You aren't broken. You're exactly where 75% of idea explorers find themselves: exploring what could be. That’s the work you’ve chosen, and we all get thrills doing this work, regardless of what happens next.

And I'd like to settle one more thing while I'm at it: the idea that there are only two types of idea-explorers. Builders and everyone else. That's not what we see. What we see is a spectrum. Five distinct types of idea explorers, each one legitimate and doing something stimulating. And yes, we’ve given you an identity based on your habits here.

👉 Explorer 
Drawn to possibilities, energized by the early stage, thrives in the "what if"
👉 Analyzer 
Goes deep on the data, tests assumptions, needs to understand before moving
👉 Refiner
Takes a rough idea and sharpens it, iterates, improves with every pass
👉 Sprinter
Moves fast when ready, executes in bursts, high energy when the moment is right
👉 Builder 
Commits, ships, lives in execution mode

You aren't stuck. You're somewhere on this spectrum, and that's exactly where every early-stage thinker gathers. The Explorer isn't behind the Builder. They're just playing a different part of the same game. The goal isn't to rush you from one end to the other. It's to help you explore better, wherever you are right now.

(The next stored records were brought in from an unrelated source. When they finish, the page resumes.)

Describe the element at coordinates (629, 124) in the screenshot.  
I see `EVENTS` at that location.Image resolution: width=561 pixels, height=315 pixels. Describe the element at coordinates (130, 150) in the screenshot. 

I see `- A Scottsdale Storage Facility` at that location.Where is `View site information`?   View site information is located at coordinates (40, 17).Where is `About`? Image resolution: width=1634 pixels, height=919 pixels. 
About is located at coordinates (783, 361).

What does that look like in practice? A few things we've seen make a difference regardless of where you sit on the spectrum:

Clarify your customer. 
Not "everyone who has this problem" but the one specific person who has it the worst and would pay to make it go away.

Narrow your idea. 
The biggest ideas almost always start smaller than you think. What's the version of this that serves one person, in one situation, really well?

Think through distribution.
It’s the number one reason, we see, that ideas stall. Think through who the customer is, where they hang out and how you can repeatedly reach them.

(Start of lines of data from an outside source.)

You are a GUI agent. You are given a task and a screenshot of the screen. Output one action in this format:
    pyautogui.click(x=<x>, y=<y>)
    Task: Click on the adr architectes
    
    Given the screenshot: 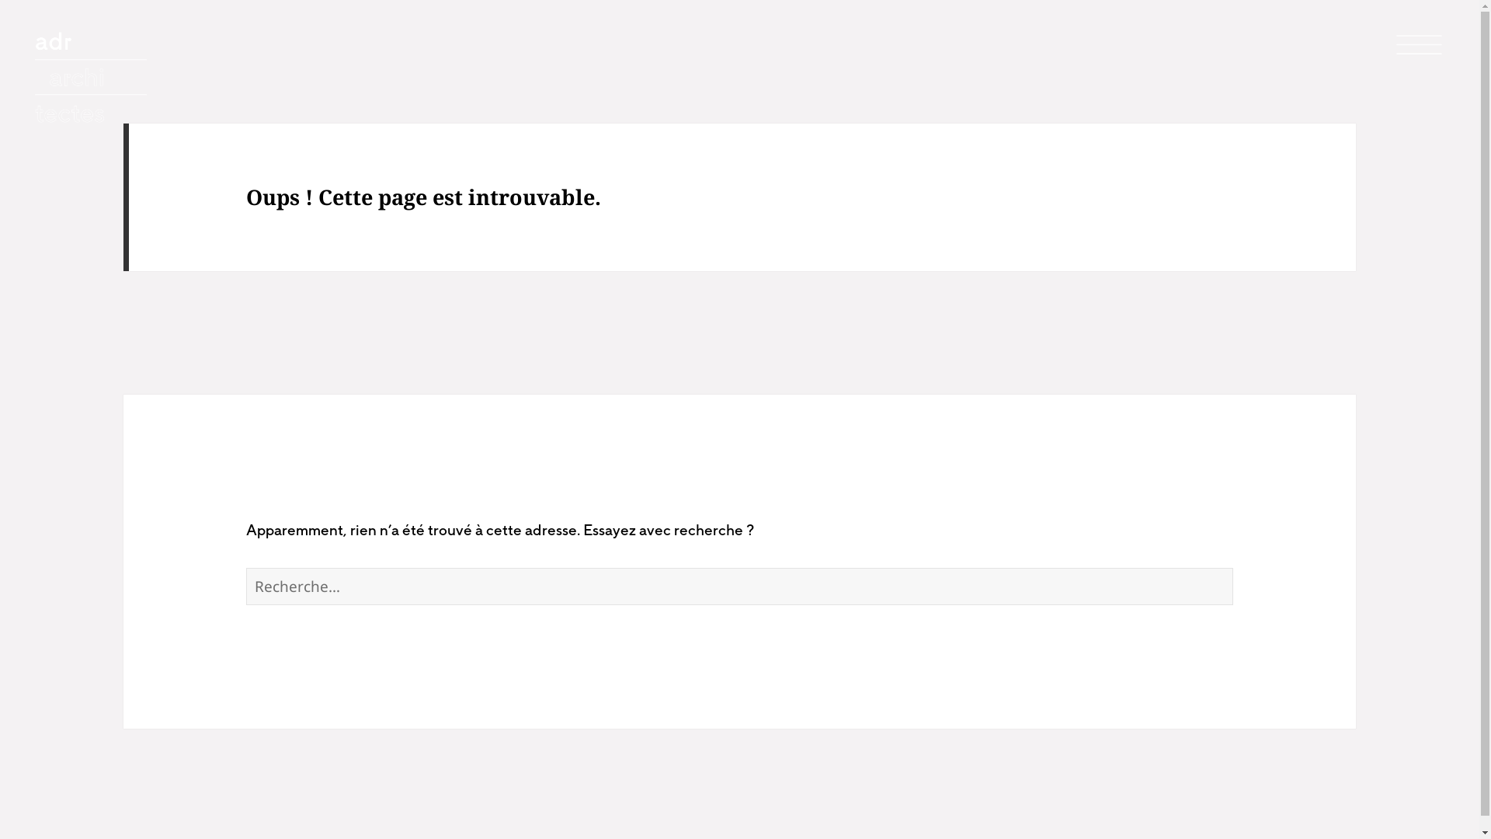 What is the action you would take?
    pyautogui.click(x=93, y=82)
    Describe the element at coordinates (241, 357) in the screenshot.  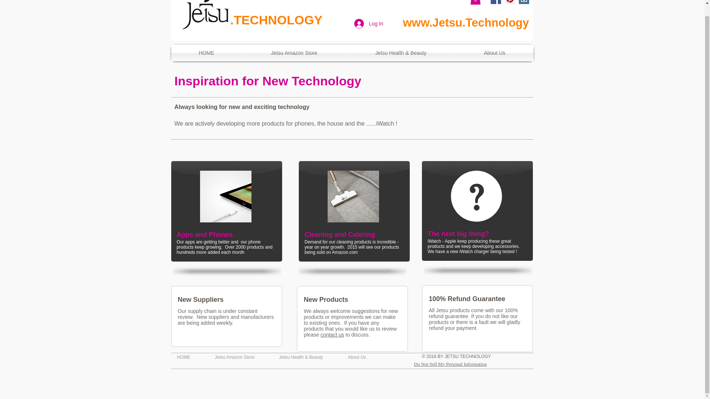
I see `Jetsu Amazon Store` at that location. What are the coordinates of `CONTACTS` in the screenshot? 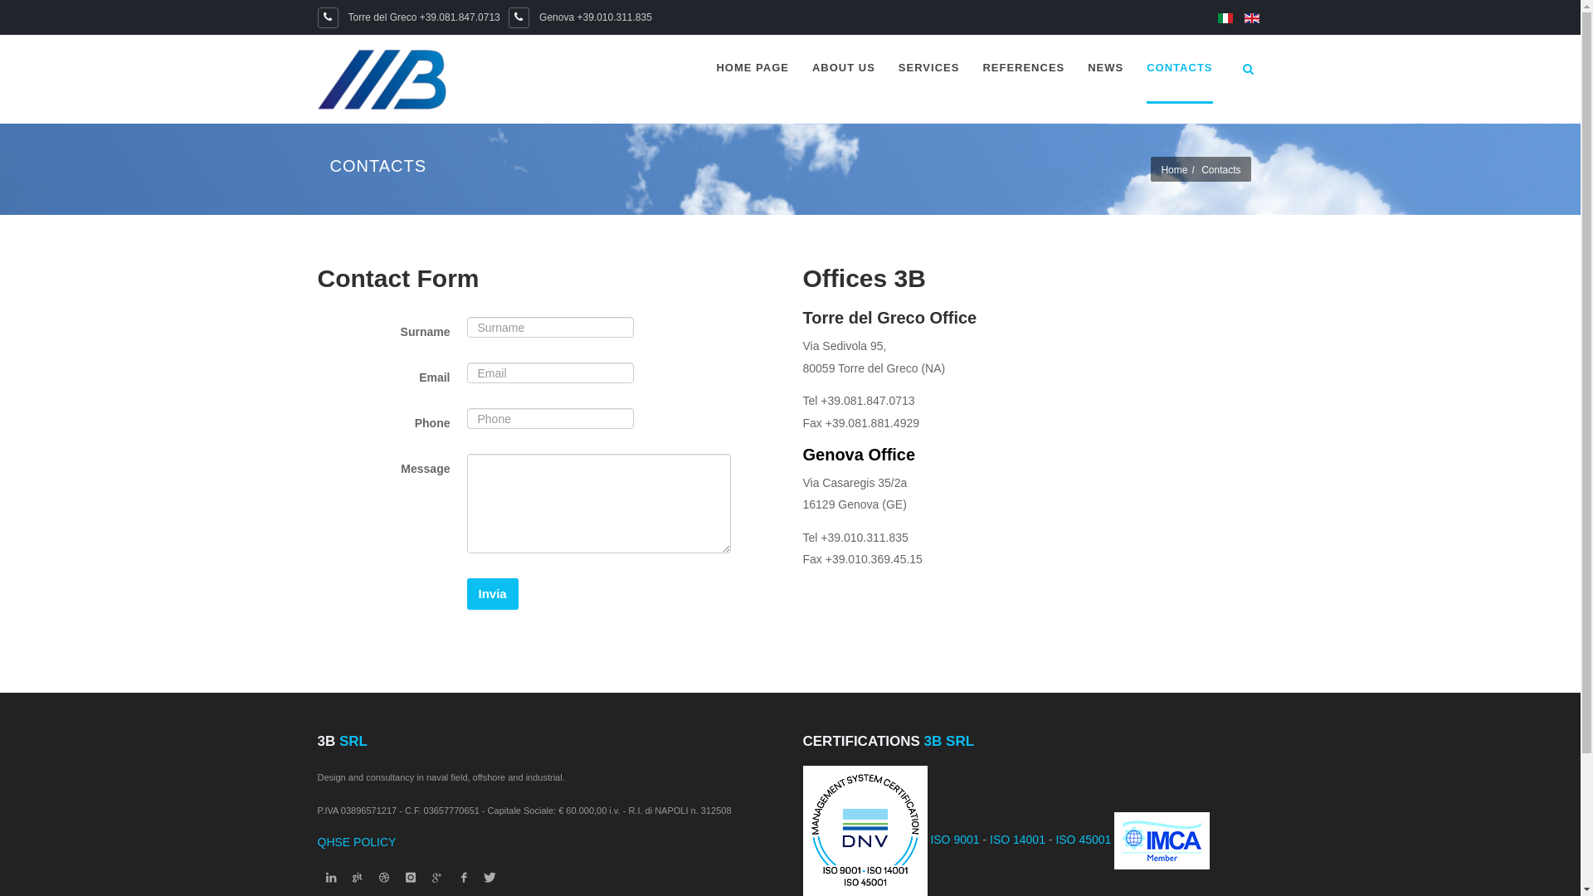 It's located at (1179, 70).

Next week I'm going to share some numbers that I think will change how you see yourself in this story.

300,000 people told us something with their behavior. What they said is surprising, a little uncomfortable for the startup industry, and honestly… amazing.

The wantrepreneur label was always wrong, and no one ever built anything for that audience.

More next week.

If you do want to explore a bit further:

Base44 → Mockup your landing page for FREE


Happy to discuss your big idea, anytime.

Aron Meystedt
Chief Data Nerd - ValidatorAI


👬 Let’s connect on LinkedIn!

If you are completely stuck, generate a new idea and test it, safely:

👉 Generate a new concept with the Business Idea Generator


This email may contain promotional links. We never recommend a company we wouldn’t use ourselves. We decline 9 out of 10 ads that come our way.

👉 Is My Idea Any Good? Let's Find Out!

Our AI scores your idea, identifies your customer, and tells you exactly what to do next — free.